Thursday, October 24, 2013

An Employer Created Disability, or, The Self Licking Ice Cream Cone


A case out of South Dakota shows how encompassing the Americans with Disabilities Act has become under the new amendments. Specifically, this case is an example of an employer using its progressive discipline policy and actually creating a disability that it is then charged with accommodating.

The plaintiff, a K-12 art teacher, was assigned additional duties teaching a remedial class for which she did not feel qualified. After she complained, the school district began monitoring her teaching performance and identified areas of concern where her supervisor expected performance improvement. Her supervisor routinely monitored her classes and placed her on a formal “plan of assistance” requiring her to improve performance in certain areas  by a specific deadline.

Allegedly as a result of this supervision, plaintiff developed anxiety symptoms, depression, weight loss, and sleep pattern deficits. The plaintiff’s physician sent a letter to the school administration requesting some 13 changes in her work environment, including cutting off the observations of her classes, having an “impartial” representative at any meeting that she had with her supervisor, tentative breaks whenever the plaintiff felt necessary and providing coverage available at no notice so that plaintiff could leave whenever she felt overwhelmed by her work environment. The school district responded with a letter agreeing to provide some of these accommodations rejecting some and requesting clarification. The parties exchanged letters again regarding clarification on the accommodations, but the matter went no further after the district's last letter went unanswered. Ultimately, the school district failed to renew the plaintiff’s contract. She had taken a medical leave of absence several months earlier.

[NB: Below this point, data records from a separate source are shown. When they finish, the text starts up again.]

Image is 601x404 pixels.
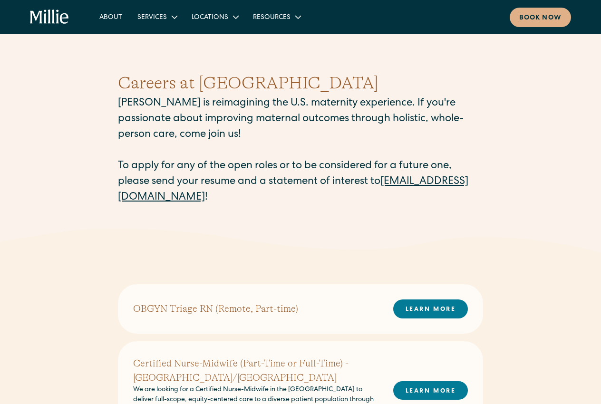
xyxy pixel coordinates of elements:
[393,299,468,318] a: LEARN MORE
[118,96,483,206] p: [PERSON_NAME] is reimagining the U.S. maternity experience. If you're passionate about improving ...
[245,9,307,25] div: Resources
[137,13,167,23] div: Services
[509,8,571,27] a: Book now
[118,70,483,96] h1: Careers at [GEOGRAPHIC_DATA]
[184,9,245,25] div: Locations
[30,10,69,25] a: home
[133,302,298,316] h2: OBGYN Triage RN (Remote, Part-time)
[253,13,290,23] div: Resources
[393,381,468,400] a: LEARN MORE
[92,9,130,25] a: About
[133,356,378,385] h2: Certified Nurse-Midwife (Part-Time or Full-Time) - [GEOGRAPHIC_DATA]/[GEOGRAPHIC_DATA]
[519,13,561,23] div: Book now
[191,13,228,23] div: Locations
[130,9,184,25] div: Services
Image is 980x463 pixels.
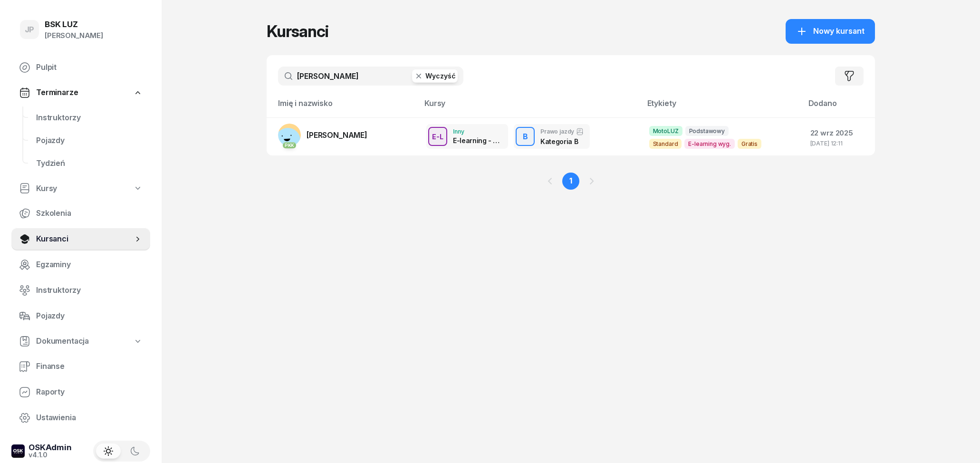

The district court determined that plaintiff had a disability given the physical and psychological reaction she had to the employer's progressive discipline system. The court then determined that the school district, although it had some interaction with plaintiff, did not make  a "good faith" effort to resolve plaintiff’s request for an accommodation. The facts on this are, quite frankly, disturbing for employers. Plaintiff specifically failed to respond to the school district’s last letter, and the school district argued that plaintiff simply shut down the discussion, obviating any finding of liability on the part of the school district. But the court noted that the school district, via plaintiff’s supervisor, advised her at almost the same time it sent the last letter that it was recommending that her contract not be renewed. Given that this recommendation was pending, and plaintiff knew about it, the court surmised that plaintiff and a jury could conclude that this school district was not acting in good faith.

The court leaves a lot out of its discussion  - I suggest that the nonrenewal letter timing was mandated by district procedures and that it could not have provided a basis for a reasonable plaintiff to refuse to participate in the interactive process any further.  There was a full school board hearing that had to take place before plaintiff's contract could be terminated, so the non-renewal letter was more of a preliminary procedural step rather than a final adjudication.  But all this was lost on the court.

So what this case stands for is that an employer can undertake a good faith disciplinary process, and find itself saddled with an ADA claim as a result of its efforts, and then have the plaintiff unilaterally close off the interactive process as the employer moves through its disciplinary process requirements. I would think at some point that the plaintiff has to bear some responsibility for keeping her job. For whatever reason, the South Dakota court skewed what should have been a fairly straightforward determination far too much in the Plaintiff’s direction and favor.